Concept Correspondence: C# does not have a guard keyword. The “Guard Clauses” pattern (reverse if) is typically used.

C# Examples:

void Greet(Dictionary<string, string> person) {
    if (!person.TryGetValue("name", out var name)) {
        return;
    }
    // C# out variable leaks to outer scope, similar to guard effect
    Console.WriteLine($"Hello {name}!");
}

Key Difference Analysis:

  • Syntax: Swift’s guard enforces that the else block must exit, guaranteeing safety at compile time. C# relies on developer coding habits.
  • Scope: The variable bound by guard let is scoped to the entire block containing the guard statement (until the end), making the code flow very smooth.

Deferred Execution (Defer)
#

1. Core Concepts
#

  • Concept Explanation: Code in a defer block executes “just before the current scope ends”, regardless of whether it finishes successfully, returns, or throws an error.
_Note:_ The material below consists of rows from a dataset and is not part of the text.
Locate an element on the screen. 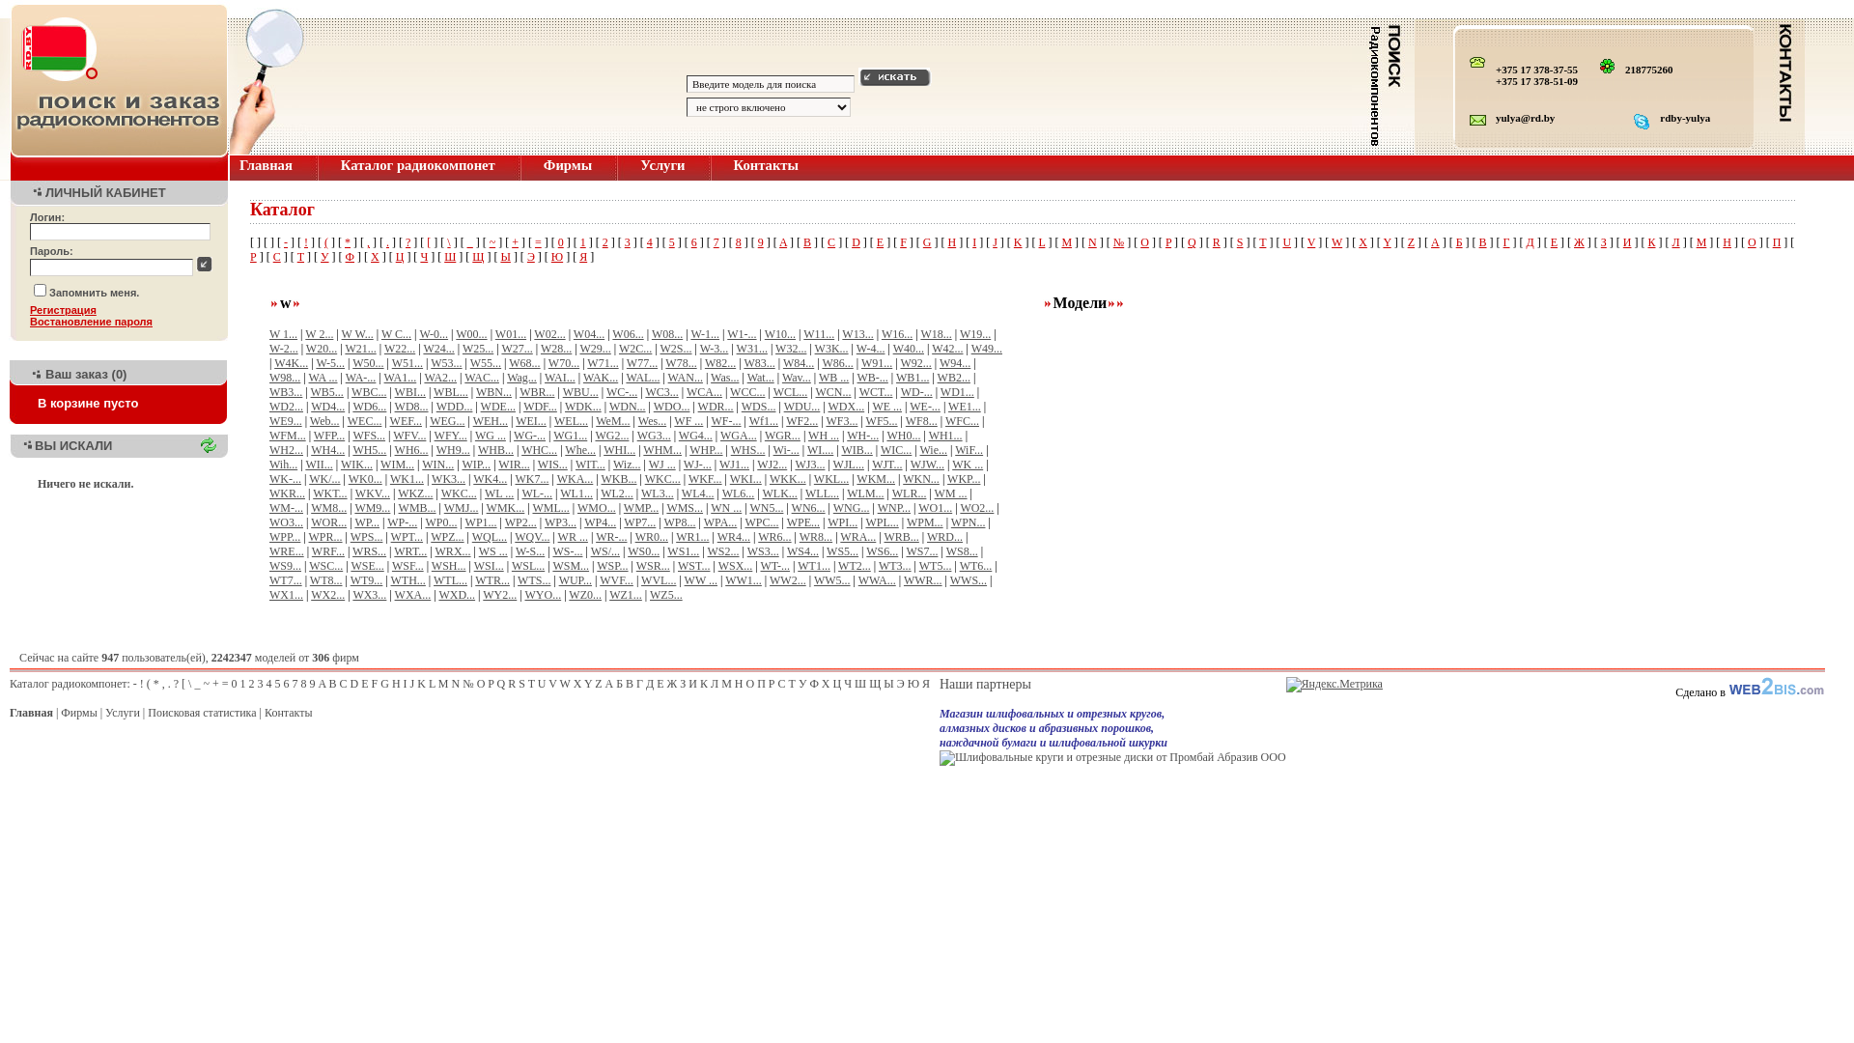 The height and width of the screenshot is (1043, 1854). WS ... is located at coordinates (493, 551).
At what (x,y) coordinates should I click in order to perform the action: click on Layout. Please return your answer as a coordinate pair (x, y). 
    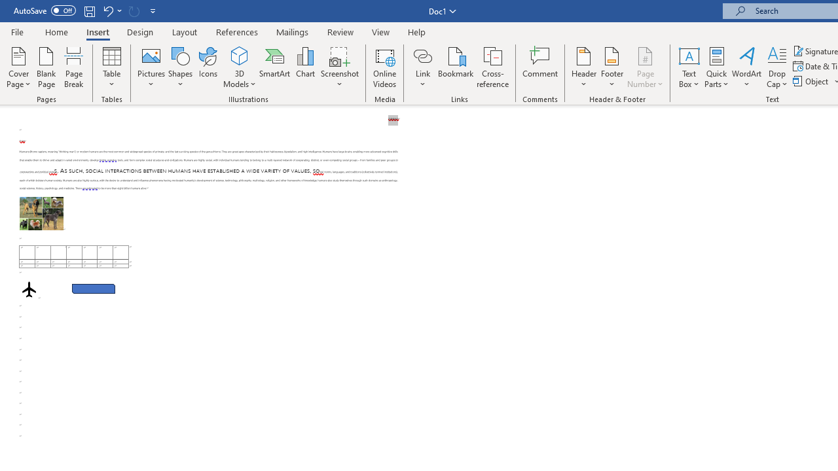
    Looking at the image, I should click on (185, 31).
Typically used for resource cleanup (e.g., closing files, releasing locks).
  • Key Syntax: defer { ... }

2. Examples
#

var score = 1
if score < 10 {
    defer {
        print(score)
    }
    score += 5
}
// Prints "6"

Logic Explanation:

  1. Enter if.
  2. Declare defer; the print statement is pushed onto the stack to wait for scope exit.
  3. Execute score += 5; score becomes 6.
  4. Prepare to exit if scope; execute defer block, printing 6.

3. C#
#

Concept Correspondence: Similar to C#’s try-finally block or using statement (IDisposable).

C# Examples:

// C# uses try-finally to simulate
{
    try {
        score += 5;
    } finally {
        Console.WriteLine(score);
    }
}

// Or use using (if resource disposal is involved)
using (var resource = new Resource()) {
    // code
} // Dispose called here

Key Difference Analysis:

  • Flexibility: defer does not require objects to implement interfaces, nor does it need nested layers of try-finally. You can insert a defer anywhere in the middle of your code to handle cleanup, and multiple defer blocks are executed in LIFO (Last In, First Out) order.